Native Grasslands of Coastal California
Landowners Guide to Native Grasses and Management
People in California have very few guidelines for finding if they already have native grasses in patches remaining on their private property, or guidelines to encourage and preserve such relict patches.
An Introduction
Here, we present information on the native grasslands, including photographs of native grasses, to allow landowners or land managers to identify some of the important native and non-native grasses. We also provide a list of additional reading that include some of the more accessible information on California grasslands. We hope you find some native grasses, can manage them with understanding, and if you don’t have any, then find a source of nearby native seed and plant a patch of wild California. Don’t forget to just stare straight down at the beauty under your feet.
For our time, ownership of this land gives us a unique link to life on earth. Grasslands express the land’s vigor, biological wealth and tolerance of human uses. Grasslands are the threads of the living carpet that covers the earth.
Grasslands in California are among the most endangered ecosystem in the United States, and they continue to be on the decline. An area of approximately 11,000,000 acres (about 10% of the area of California) has been converted to annual grassland dominated by non-native annuals primarily of Mediterranean origin. Conversion to non-native annual vegetation was so fast, so extensive and so complete that the original extent and species composition of native perennial grasslands is unknown; however, the prairies of California contain many elements of the original habitat. Vast areas, including large parts of the Central Valley, that were formerly converted to annual non-native grasslands have now been converted to agricultural or urban land uses.
More About Grasslands
Former Hastings Reserve Director, Mark Stromberg, and Paul Kephart of Rana Creek Habitat Restoration Inc. put together a detailed packet of information on the native California grasslands and how to handle them as land managers. We have made this available for download as eight PDFs.
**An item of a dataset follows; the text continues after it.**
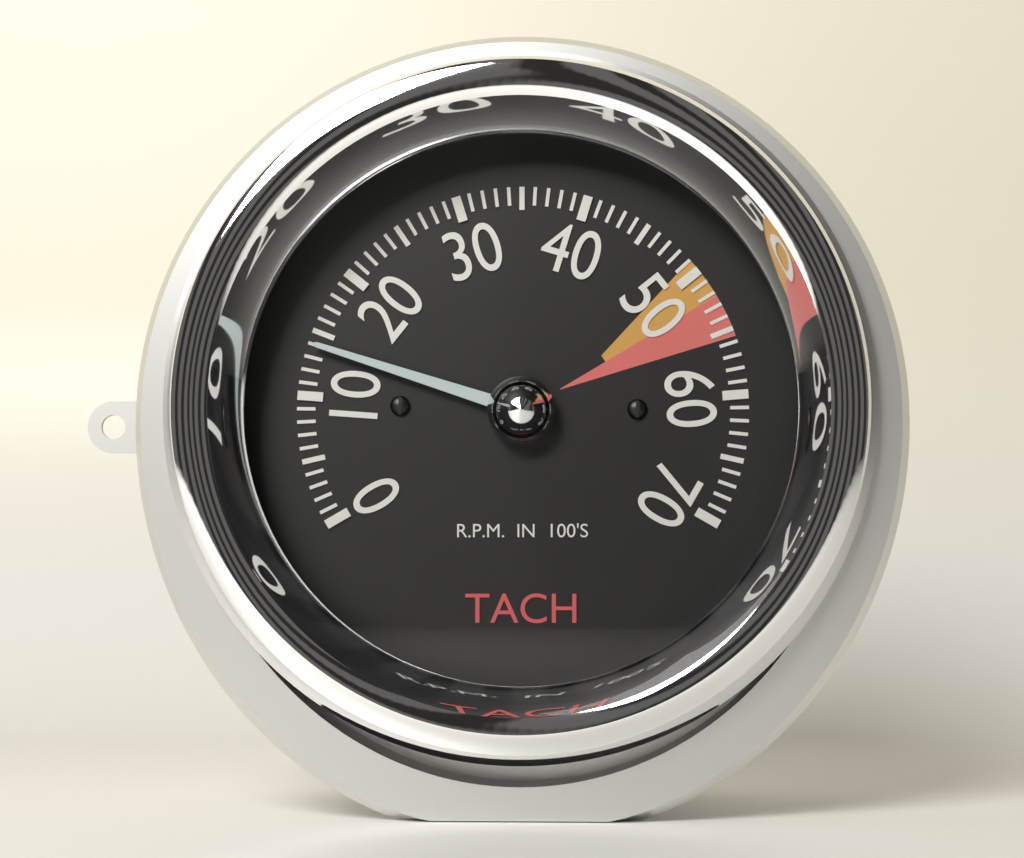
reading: 14 RPM x100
- Introduction & Background to Landowners Guide to Native Grass Enhancement and Restoration
- Start Again or Decide to Manage a Native Relict?
- Selected Invasive Weeds and Their Management in Native Grasslands – A detailed photo guide
- Native Grassland Reestablishment – A step-by-step guide on when and how to plant
- Selected Non-native Grasses and Grasslands Plants – Recognizing the problem plants
- Selected Native Perennial Grasses – Recognizing the beneficial natives
- Appendix – Contacts, Consultants, Seed Sources, Tools, etc
- References – Cited references and further readings
Relevant articles: Stromberg, Kephart, Yadon 2002 Coastal Grasslands Madrono (PDF); Bring Back Native Grasses 2005 (PDF); Kephart 2001 Resource Management Demonstration at Russian Ridge Preserve (PDF).